The Uffizi Gallery hosts a collection of artworks of infinite celebrity and distinction. Perhaps not everyone knows that the Gallery owns also one of the most important graphic collection of the world. It is hosted in the Department of prints and drawings – that you can admire while visiting the museum – and it counts over 150,000 pieces, among drawings, etchings, illuminations, from the 14th to the 20th century.
This is an important collection, because it preserves some copies of lost artworks, as The battle of Anghiari, by Leonardo and the Battle of Cascina, by Michelangelo. Here we can find several underdrawings, that let us to “spy” artists while they are creating their marvelous masterpieces. There are works by Leonardo, Michelangelo, Raphael, Pontormo, Mantegna, Parmigianino, among Italian artists, and Dürer, van Dyck, Rembrandt, among the foreigners.
It is important to remember that drawing has always been very important in Florence: it became a quality of the artistic school in town, and it discriminate it from the Venetian school, its big \"rival\".
Visiting the Department, you do not stand in front of a sequence of simple sketches, because they are real artworks, that have been grouped during the centuries. The Medici begun to gather together these artworks during the years of Lorenzo the Magnificent, but the proper collection started with the cardinal Leopoldo: in the middle of 17th century he highly enlarged the collection and he patronized an important cataloguing of the works.
It is easy to grasp that many of these drawings are of the Florentine school, above all of the 16th and 17th centuries. The Department is an institute of the Uffizi Gallery. It consists of a restoration laboratory, that works to preserve these precious pieces and to spread their computerized version among researchers all over the world. The Department organized exhibitions periodically , and thanks to them visitors can appreciate some particular parts of the collection.
Nowadays the Department is located in the rooms that originally were part of the theatre of the Medici family – it was dismantled when the family moved to the Palazzo Pitti. In the past, artworks have been exhibited in the Uffizi Gallery and in the Vasari corridor.
The Department is an important part of the itinerary in the museum: it let us to admire a very important phase of the artistic creation, too often neglected. The visit to the Department is of course rich of great emotions!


* **WHAT NEEDS TO BE DONE**
Reproduce the listing below from the line with "The height and" to the line with "pyautogui.click(x=<x>, y=<y>)", both lines included, character for character, minus any pictures.
───── MATERIAL SUPPLIED
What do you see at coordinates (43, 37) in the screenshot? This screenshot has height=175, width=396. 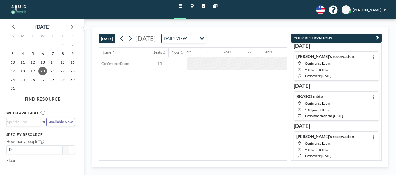 I see `div: W` at bounding box center [43, 37].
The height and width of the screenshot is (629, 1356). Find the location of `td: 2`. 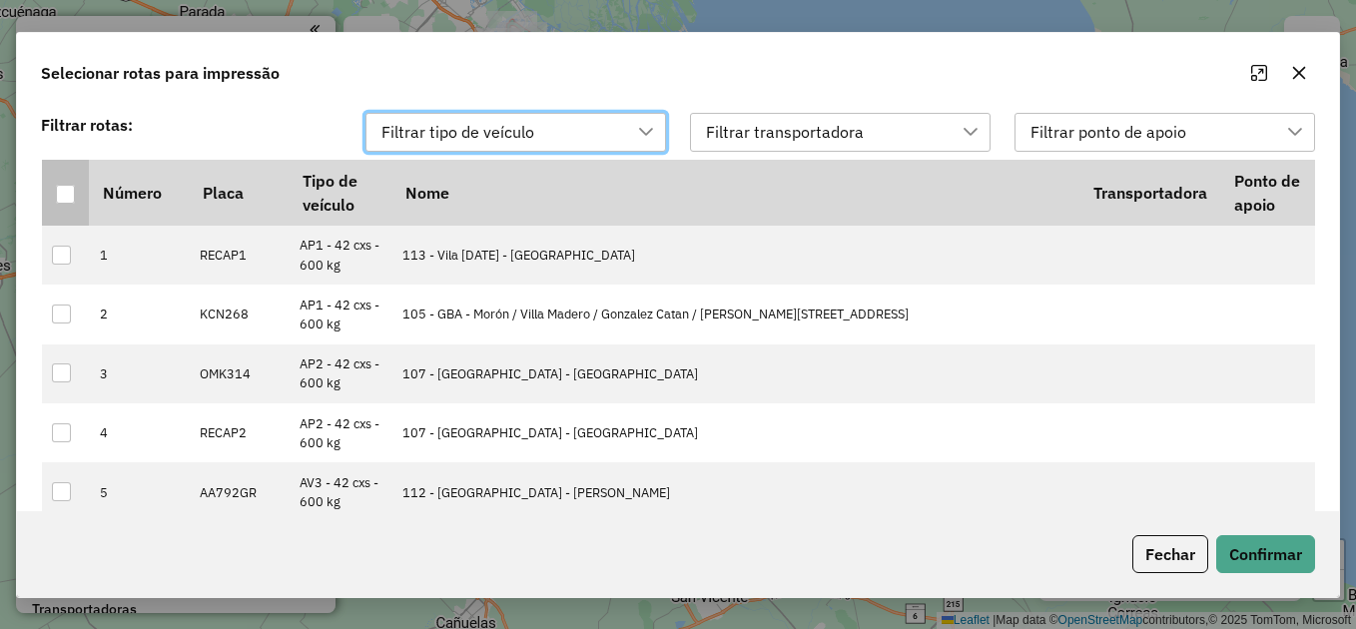

td: 2 is located at coordinates (139, 313).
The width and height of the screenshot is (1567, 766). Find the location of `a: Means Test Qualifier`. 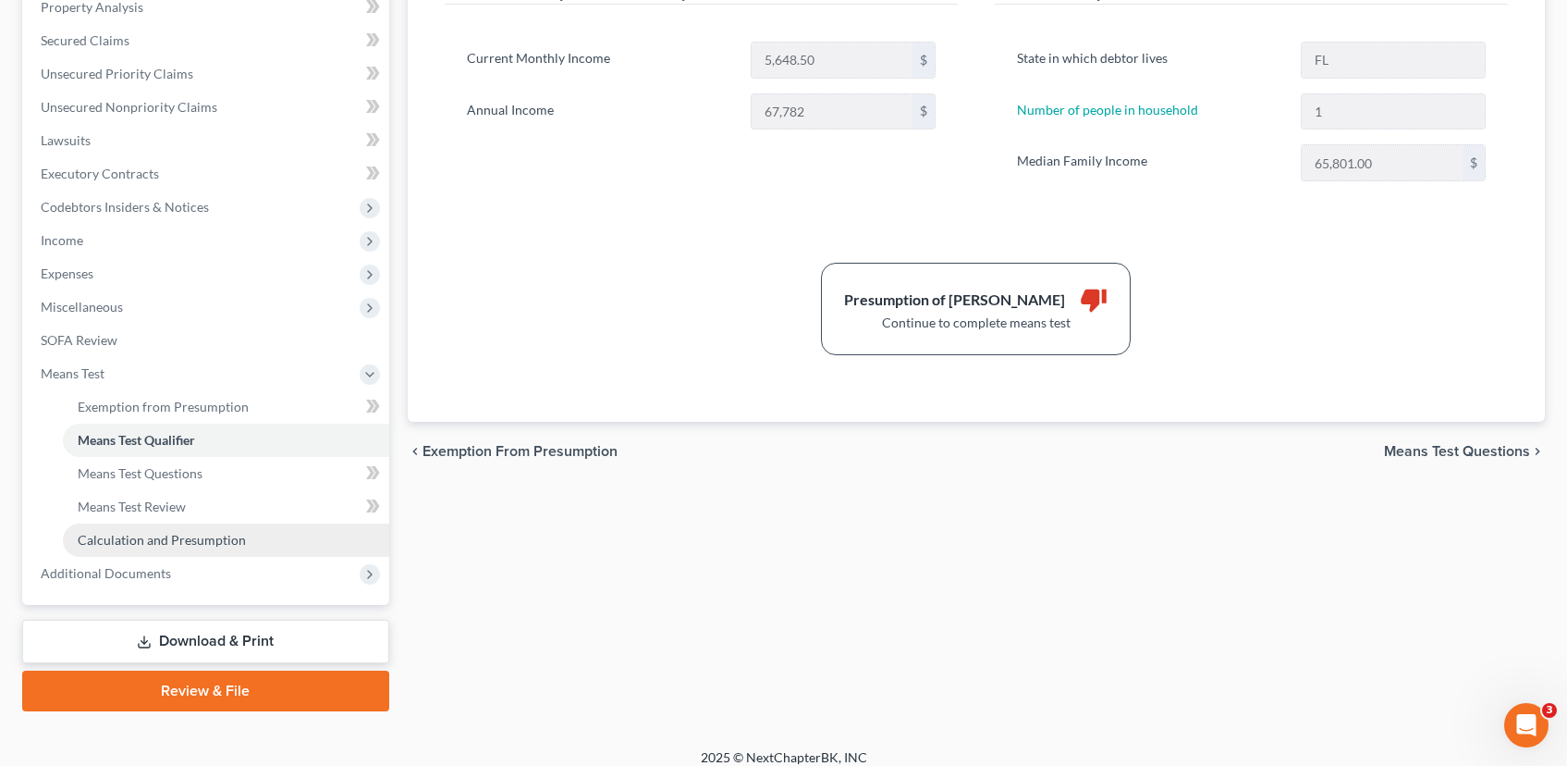

a: Means Test Qualifier is located at coordinates (226, 440).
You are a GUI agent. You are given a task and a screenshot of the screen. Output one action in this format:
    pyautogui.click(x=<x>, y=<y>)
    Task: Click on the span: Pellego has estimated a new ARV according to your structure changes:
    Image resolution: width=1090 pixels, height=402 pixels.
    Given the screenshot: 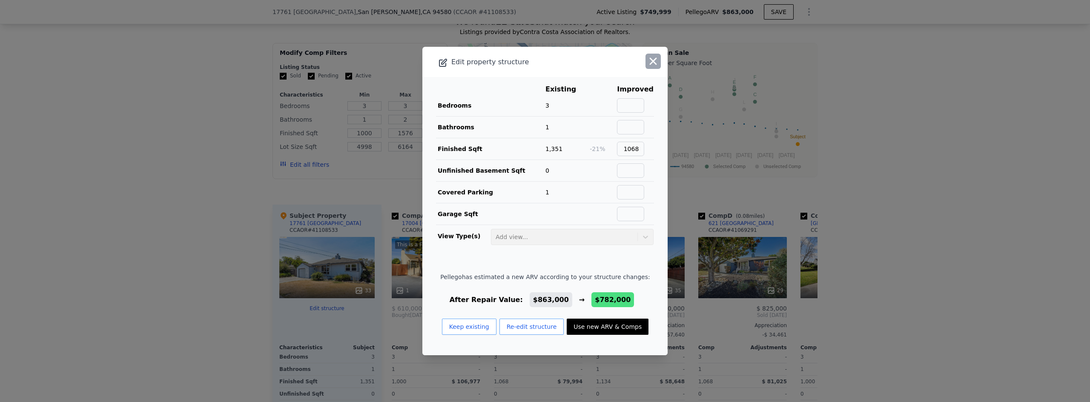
──────────
* **TASK RESULT**
The height and width of the screenshot is (629, 1356). Find the location of `td: 2`. 

td: 2 is located at coordinates (139, 313).
The width and height of the screenshot is (1567, 766). Find the location of `a: Means Test Qualifier`. 

a: Means Test Qualifier is located at coordinates (226, 440).
You are a GUI agent. You are given a task and a screenshot of the screen. Output one action in this format:
    pyautogui.click(x=<x>, y=<y>)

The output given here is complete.